This year's centenary of the quintessentially English composer Benjamin Britten will be celebrated in a most unlikely location, when a small Highland community launches Scotland's newest opera company.
Cromarty Youth Opera will stage its first performance next week, and it will be Britten's Noye's Fludde, or Noah's Flood.
The group has the support of no less a figure than the celebrated Scottish classical composer and conductor James MacMillan, who is its patron. It is hoped he will manage to attend.
It all began when Edward Caswell and family moved to Cromarty a year ago.
An international choral conductor, he has been chorus master of the Philharmonia Chorus in London and works with the Netherlands Radio Choir and the North German Radio Choir, rubbing creative shoulders with conductors such as Bernard Haitink.
A regular collaborator of MacMillan's, he has worked at the Royal Conservatoire of Scotland (formerly RSAMD) and Glasgow University. But his new home, at the north-eastern tip of the Black Isle, has fewer than 800 residents. Rather then being an opera hotspot, it is best known as the birthplace of the 19th-century polymath Hugh Miller.
Mr Caswell said: "This is Britten's centenary year so it is the perfect time to do it. I had been in the opera singing the part of Noah years ago, so I wanted to conduct it.
"But more importantly I wanted to introduce as many new Cromarty children as possible to opera."
Applications for financial support to the local Middleton Trust and Creative Scotland proved successful and Cromarty Youth Opera was founded.
Mr Caswell started recruiting at Cromarty Primary, Fortrose Academy, and other schools on the Black Isle. Open to children and young people from six to 24, the company now has 30 singers. Local adults and children make up the orchestra.
The part of Noah will be sung by Andy McTaggart who is on the Emerging Artists Scheme at Scottish Opera. But just as important to the project are singers such as Joseph Stewart, eight, and Coll Fullerton, nine, who have just finished Primary Four.
Joseph said it was when Edward was taking a workshop in his school that he had become interested.
Coll said: "I just like singing so I thought I would come along.
"But I found it a bit surprising becausethe singing is so loud, which is good."
Another singer is Talitha, Mr Caswell's 12-year-old daughter, who is just about to go to Fortrose Academy.
She said: "I have done a lot of singing in school choirs. I was in Netherlee Primary's choir when we lived in Glasgow, and I am in the Highland Youth Choir. But this is different."
Her mother Clare is the company manager. There will be three performances next week in Cromarty's West Church.
The venue is important to Mr Caswell. He said: "Britten did write this piece to be performed in a church in a small seaside community, Orford in Suffolk. Now we are performing it in a church in a tiny seaside community. So there is a nice link with the children of Orford who first performed it in 1958."
And, he says: "We are determined this will be the first of many projects for Cromarty Youth Opera."
Why are you making commenting on The Herald only available to subscribers?
It should have been a safe space for informed debate, somewhere for readers to discuss issues around the biggest stories of the day, but all too often the below the line comments on most websites have become bogged down by off-topic discussions and abuse.
heraldscotland.com is tackling this problem by allowing only subscribers to comment.
We are doing this to improve the experience for our loyal readers and we believe it will reduce the ability of trolls and troublemakers, who occasionally find their way onto our site, to abuse our journalists and readers. We also hope it will help the comments section fulfil its promise as a part of Scotland's conversation with itself.
We are lucky at The Herald. We are read by an informed, educated readership who can add their knowledge and insights to our stories.
That is invaluable.
We are making the subscriber-only change to support our valued readers, who tell us they don't want the site cluttered up with irrelevant comments, untruths and abuse.
In the past, the journalist’s job was to collect and distribute information to the audience. Technology means that readers can shape a discussion. We look forward to hearing from you on heraldscotland.com
Comments & Moderation
Readers’ comments: You are personally liable for the content of any comments you upload to this website, so please act responsibly. We do not pre-moderate or monitor readers’ comments appearing on our websites, but we do post-moderate in response to complaints we receive or otherwise when a potential problem comes to our attention. You can make a complaint by using the ‘report this post’ link . We may then apply our discretion under the user terms to amend or delete comments.
Post moderation is undertaken full-time 9am-6pm on weekdays, and on a part-time basis outwith those hours.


Transcribe each record exactly, but omit pictures.
==== Input material
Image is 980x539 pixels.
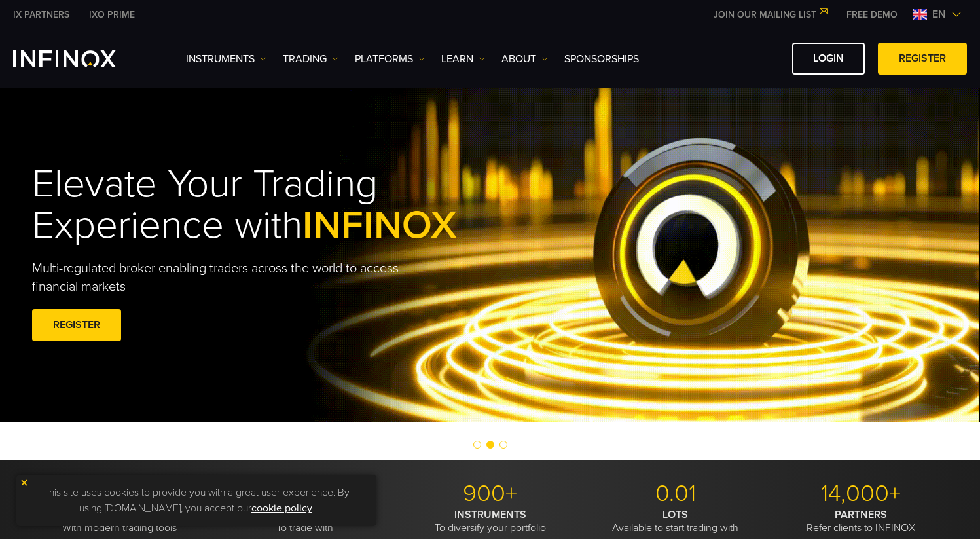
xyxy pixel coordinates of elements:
p: Available to start trading with [588,508,763,534]
a: INFINOX [79,8,145,21]
p: 900+ [403,480,578,508]
strong: INSTRUMENTS [454,508,526,521]
strong: PARTNERS [835,508,887,521]
a: cookie policy [251,502,312,515]
span: INFINOX [302,202,457,249]
p: Multi-regulated broker enabling traders across the world to access financial markets [32,259,421,296]
a: SPONSORSHIPS [564,51,639,67]
p: To diversify your portfolio [403,508,578,534]
span: Go to slide 1 [474,441,481,448]
span: Go to slide 3 [500,441,508,448]
p: Refer clients to INFINOX [773,508,949,534]
img: yellow close icon [19,478,29,487]
p: 14,000+ [773,480,949,508]
a: INFINOX Logo [13,51,147,67]
a: REGISTER [878,43,967,75]
span: Go to slide 2 [486,441,494,448]
a: INFINOX MENU [837,8,907,21]
a: Learn [442,51,485,67]
a: JOIN OUR MAILING LIST [704,9,837,20]
a: PLATFORMS [355,51,425,67]
a: INFINOX [3,8,79,21]
a: TRADING [283,51,338,67]
p: 0.01 [588,480,763,508]
a: REGISTER [32,309,121,341]
a: LOGIN [792,43,865,75]
h1: Elevate Your Trading Experience with [32,164,518,247]
p: This site uses cookies to provide you with a great user experience. By using [DOMAIN_NAME], you a... [23,481,370,519]
a: Instruments [186,51,266,67]
span: en [927,7,951,22]
a: ABOUT [502,51,548,67]
strong: LOTS [663,508,688,521]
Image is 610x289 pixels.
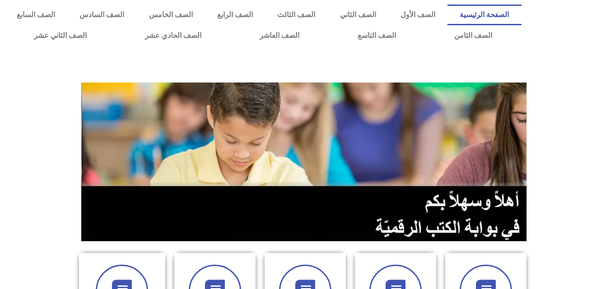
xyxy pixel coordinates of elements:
[5,25,116,46] a: الصف الثاني عشر
[328,5,388,25] a: الصف الثاني
[5,5,67,25] a: الصف السابع
[230,25,328,46] a: الصف العاشر
[328,25,425,46] a: الصف التاسع
[205,5,265,25] a: الصف الرابع
[425,25,521,46] a: الصف الثامن
[265,5,327,25] a: الصف الثالث
[137,5,205,25] a: الصف الخامس
[388,5,447,25] a: الصف الأول
[67,5,136,25] a: الصف السادس
[116,25,230,46] a: الصف الحادي عشر
[447,5,521,25] a: الصفحة الرئيسية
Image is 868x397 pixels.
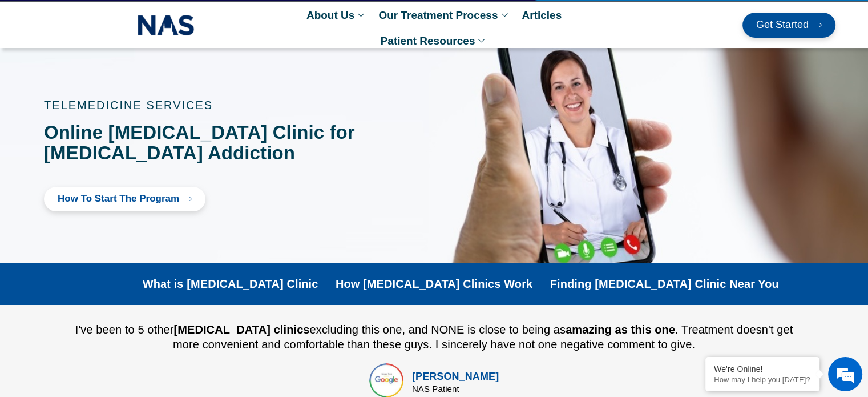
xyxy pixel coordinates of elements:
a: What is [MEDICAL_DATA] Clinic [143,277,319,291]
a: Patient Resources [375,28,493,54]
img: NAS_email_signature-removebg-preview.png [138,12,194,38]
a: Get Started [742,13,835,38]
p: How may I help you today? [714,375,811,384]
div: I've been to 5 other excluding this one, and NONE is close to being as . Treatment doesn't get mo... [73,322,795,352]
a: Articles [516,2,567,28]
a: About Us [301,2,373,28]
div: NAS Patient [413,384,499,393]
b: amazing as this one [566,323,676,336]
a: Finding [MEDICAL_DATA] Clinic Near You [550,277,779,291]
a: Our Treatment Process [373,2,516,28]
b: [MEDICAL_DATA] clinics [173,323,309,336]
span: Get Started [756,19,809,31]
h1: Online [MEDICAL_DATA] Clinic for [MEDICAL_DATA] Addiction [44,123,400,164]
span: How to Start the program [58,194,179,204]
div: [PERSON_NAME] [413,369,499,384]
p: TELEMEDICINE SERVICES [44,100,400,111]
a: How to Start the program [44,187,205,211]
div: We're Online! [714,364,811,374]
a: How [MEDICAL_DATA] Clinics Work [336,277,532,291]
========
■ **Reply**:
Image is 980x539 pixels.
xyxy pixel coordinates of elements:
p: Available to start trading with [588,508,763,534]
a: INFINOX [79,8,145,21]
p: 900+ [403,480,578,508]
strong: INSTRUMENTS [454,508,526,521]
strong: PARTNERS [835,508,887,521]
a: cookie policy [251,502,312,515]
span: INFINOX [302,202,457,249]
p: Multi-regulated broker enabling traders across the world to access financial markets [32,259,421,296]
a: SPONSORSHIPS [564,51,639,67]
p: To diversify your portfolio [403,508,578,534]
span: Go to slide 1 [474,441,481,448]
span: Go to slide 3 [500,441,508,448]
p: Refer clients to INFINOX [773,508,949,534]
img: yellow close icon [19,478,29,487]
p: 14,000+ [773,480,949,508]
a: INFINOX Logo [13,51,147,67]
a: REGISTER [878,43,967,75]
span: Go to slide 2 [486,441,494,448]
a: INFINOX MENU [837,8,907,21]
a: Learn [442,51,485,67]
a: JOIN OUR MAILING LIST [704,9,837,20]
a: PLATFORMS [355,51,425,67]
a: INFINOX [3,8,79,21]
a: TRADING [283,51,338,67]
p: 0.01 [588,480,763,508]
a: REGISTER [32,309,121,341]
a: LOGIN [792,43,865,75]
h1: Elevate Your Trading Experience with [32,164,518,247]
p: This site uses cookies to provide you with a great user experience. By using [DOMAIN_NAME], you a... [23,481,370,519]
a: Instruments [186,51,266,67]
span: en [927,7,951,22]
a: ABOUT [502,51,548,67]
strong: LOTS [663,508,688,521]
Image is 610x289 pixels.
xyxy pixel coordinates of elements:
[5,25,116,46] a: الصف الثاني عشر
[328,5,388,25] a: الصف الثاني
[5,5,67,25] a: الصف السابع
[230,25,328,46] a: الصف العاشر
[328,25,425,46] a: الصف التاسع
[205,5,265,25] a: الصف الرابع
[425,25,521,46] a: الصف الثامن
[265,5,327,25] a: الصف الثالث
[137,5,205,25] a: الصف الخامس
[388,5,447,25] a: الصف الأول
[67,5,136,25] a: الصف السادس
[116,25,230,46] a: الصف الحادي عشر
[447,5,521,25] a: الصفحة الرئيسية
Image is 868x397 pixels.
xyxy pixel coordinates of elements:
a: What is [MEDICAL_DATA] Clinic [143,277,319,291]
a: Patient Resources [375,28,493,54]
img: NAS_email_signature-removebg-preview.png [138,12,194,38]
a: Get Started [742,13,835,38]
p: How may I help you today? [714,375,811,384]
div: I've been to 5 other excluding this one, and NONE is close to being as . Treatment doesn't get mo... [73,322,795,352]
a: Articles [516,2,567,28]
a: About Us [301,2,373,28]
div: NAS Patient [413,384,499,393]
b: amazing as this one [566,323,676,336]
a: Finding [MEDICAL_DATA] Clinic Near You [550,277,779,291]
a: Our Treatment Process [373,2,516,28]
b: [MEDICAL_DATA] clinics [173,323,309,336]
span: Get Started [756,19,809,31]
h1: Online [MEDICAL_DATA] Clinic for [MEDICAL_DATA] Addiction [44,123,400,164]
span: How to Start the program [58,194,179,204]
div: [PERSON_NAME] [413,369,499,384]
p: TELEMEDICINE SERVICES [44,100,400,111]
a: How to Start the program [44,187,205,211]
div: We're Online! [714,364,811,374]
a: How [MEDICAL_DATA] Clinics Work [336,277,532,291]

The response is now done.